Julian Thomson, Jaguar’s head of design, wants to bring the luxury car brand back to its sexy roots

Julian Thomson discusses the need to experiment when it comes aesthetics and why he takes his job so personally

Julian Thomson achieved youthful fame as author of the Lotus Elise S1, a sports car for the purist that debuted in 1996. With that vehicle to his credit, Thomson next joined VW’s advanced studio in Barcelona, where he worked with Achim Anscheidt, current head of Bugatti design. For the last 20 years, however, Thomson has been with Jaguar and, as of last summer, is the brand’s design chief. In his new role, he is pushing aside conservatism in favour of a bolder aesthetic language, returning Jaguar to its sexy roots. But then it could be argued that the marque is in his DNA. After all, two members of his family competed with factory Jaguar race cars in the early ’50s, giving Thomson a unique personal connection to the origins of the automaker.

What is your family’s early relationship with Jaguar?

Prince Chula and his cousin, Prince Bira (royalty from what was then the Kingdom of Siam, now Thailand), ran a race team prewar, racing ERAs. Then I found out that Lofty England, who became managing director of Jaguar after William Lyons, had worked for Prince Bira. So, a previous Jaguar MD (CEO) worked for one of my great-great uncles.

Just after the war, when Jaguar was experimenting and thinking about racing, they entered three Jaguar XK120s in a race at Silverstone. Prince Bira was one of the drivers. The three cars did extremely well, and Prince Bira actually led the race. So, in a very tenuous link to me, the first Jaguar racing car to actually lead a race was driven by one of my family members. Unfortunately, he got a flat tire and didn’t win. I have a picture in my office of that scene, that race – of Prince Bira in the XK120 at Silverstone.

Now that you are at the helm of Jaguar’s design, how do you see it evolving?

Jaguar needs to shift up a gear. The world is changing enormously, in terms of technology – sharing, autonomous, electric. It is also changing in attitudes to wealth, status and the environment. At events like Pebble Beach and Villa d’Este, seeing so many people who are just so into cars reignites my love for the automobile. But then they see a modern car and are thinking, “That’s not as beautiful.”

How we try to recreate that same emotional connection with a modern customer, that love for a product, Jaguar has always been about that. We have never been overtly flashy, or brash, or noisy, or the most powerful. We have been about the most beautiful – the most beautiful to look at, and to drive. We are going to experiment a little bit now. The time is right for us to step back, the time is right for us to change.

What will be your approach?

The customers would be disappointed if we didn’t experiment. We have a new team and we need to build back Jaguar’s aura. You can never imagine William Lyons getting a Rover into his workshops and copying it. We have an industry that is so complex, so competitive that we can’t help but look at other company’s cars. But we have to stop doing that for a bit and spend more time just thinking about invention, having a little more insight into the market.

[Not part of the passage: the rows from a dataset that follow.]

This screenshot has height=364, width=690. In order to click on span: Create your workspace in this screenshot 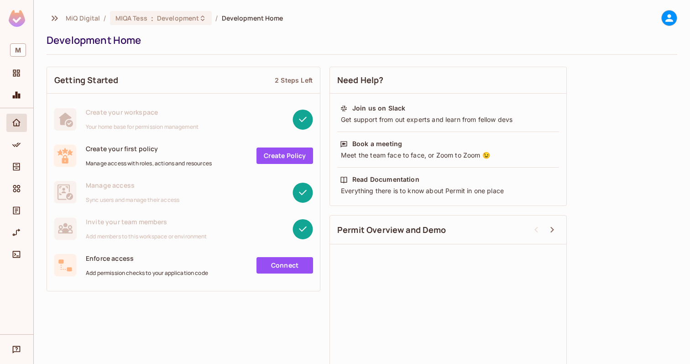, I will do `click(142, 112)`.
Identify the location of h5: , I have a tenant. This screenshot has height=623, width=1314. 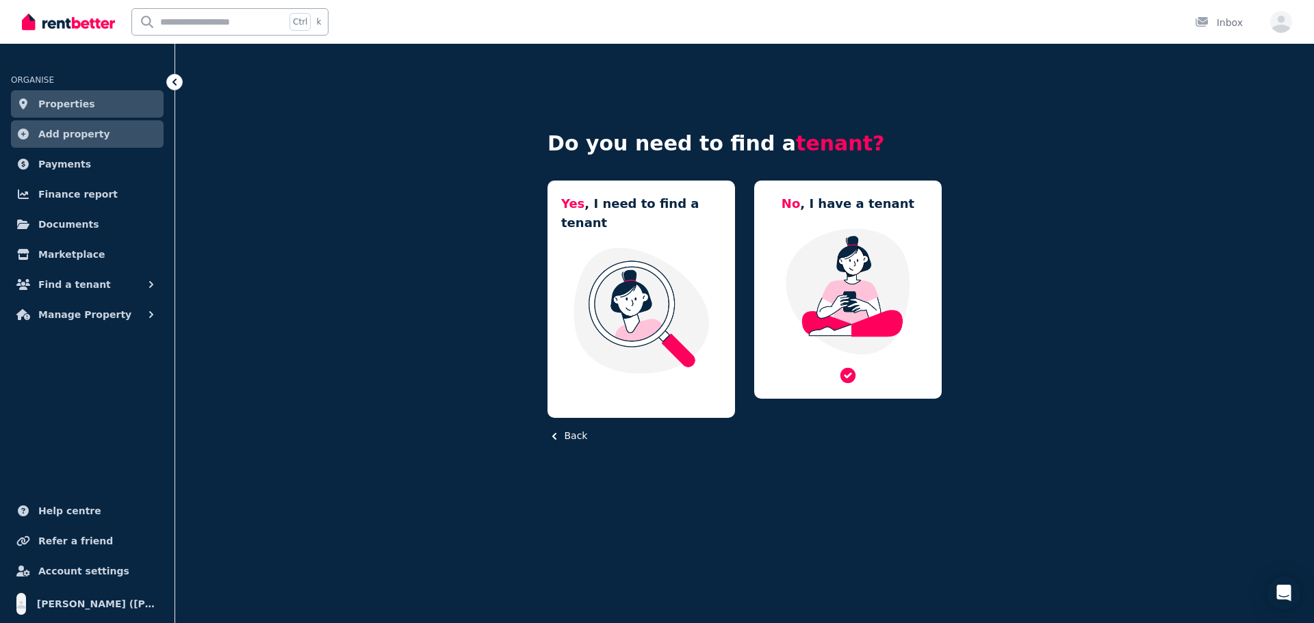
(848, 204).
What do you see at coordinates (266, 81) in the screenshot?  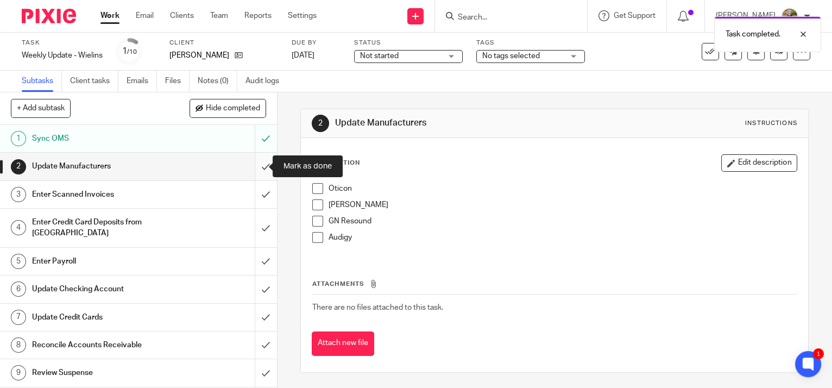 I see `a: Audit logs` at bounding box center [266, 81].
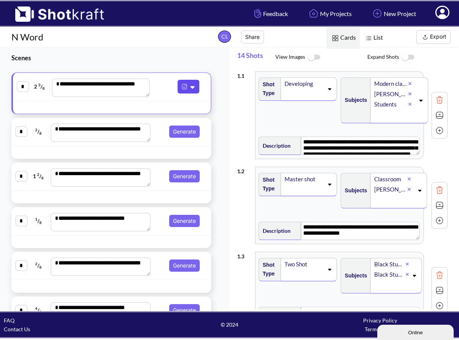 The image size is (459, 340). What do you see at coordinates (244, 74) in the screenshot?
I see `div: 1 . 1` at bounding box center [244, 74].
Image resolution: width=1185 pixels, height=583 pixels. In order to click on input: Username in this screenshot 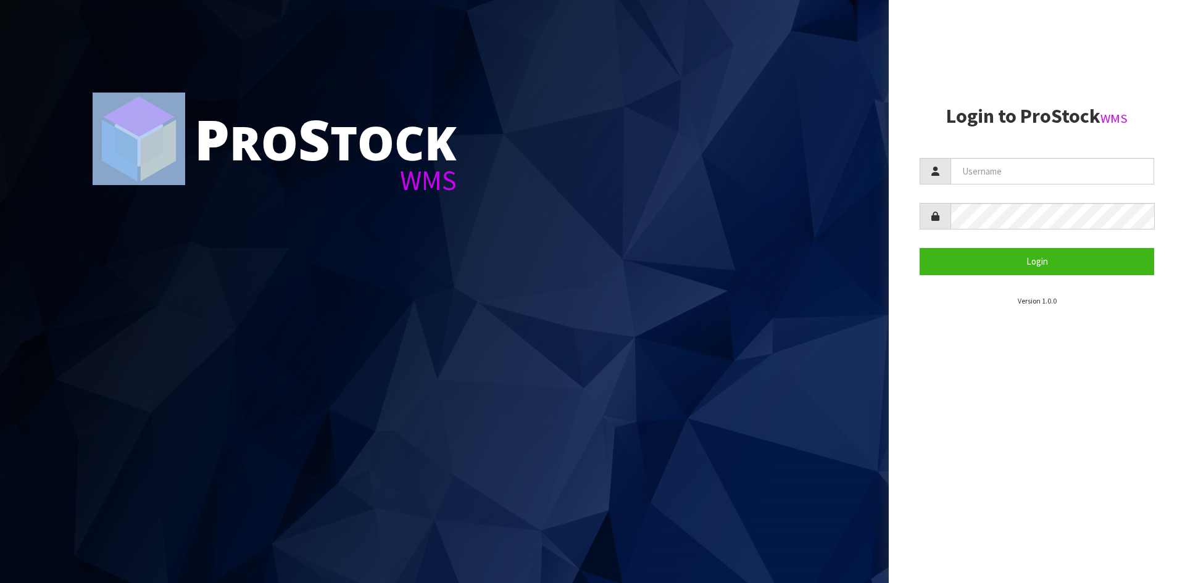, I will do `click(1052, 171)`.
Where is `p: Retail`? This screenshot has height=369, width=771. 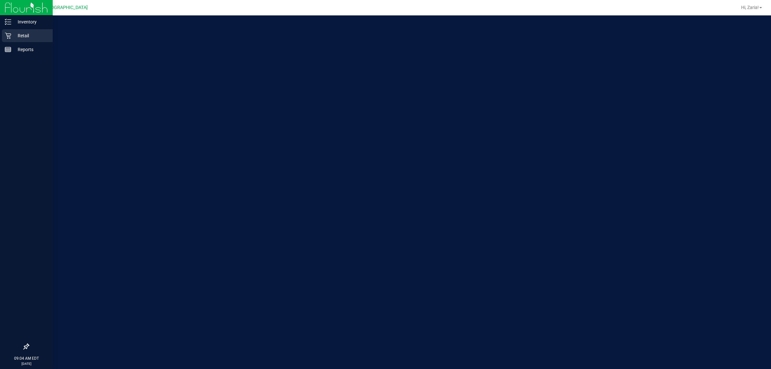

How are you inspired by Jaguar’s models from the Golden Age of motorsports and the people that developed them?

When you here about cars like the XK120 and the E-Type, when they put them out in shows, they didn’t know if they were good or bad. They stood back and waited to see what would happen. It wasn’t calculated. They did what they thought was right… that element of risk and invention.

As electric cars change the market, where does the I-Pace fit in Jaguar’s legacy?

In more established electric vehicle markets, like Norway, whenever I speak to those customers, none of them would ever consider going back to an internal combustion engine. The challenge has always been how we make that experience “Jaguar.” If the experience is all about efficiency, quiet, no noise, no leaky oil, it’s less of an automotive experience. How do you really make it count?

We hemmed and hawed about whether we should go electric, whether we could make an electric Jaguar which is genuinely Jaguar. The I-Pace presents that with its effortless driving, handling and luxury. We feel we can add to that with more luxury, more serenity, but also this effortless power.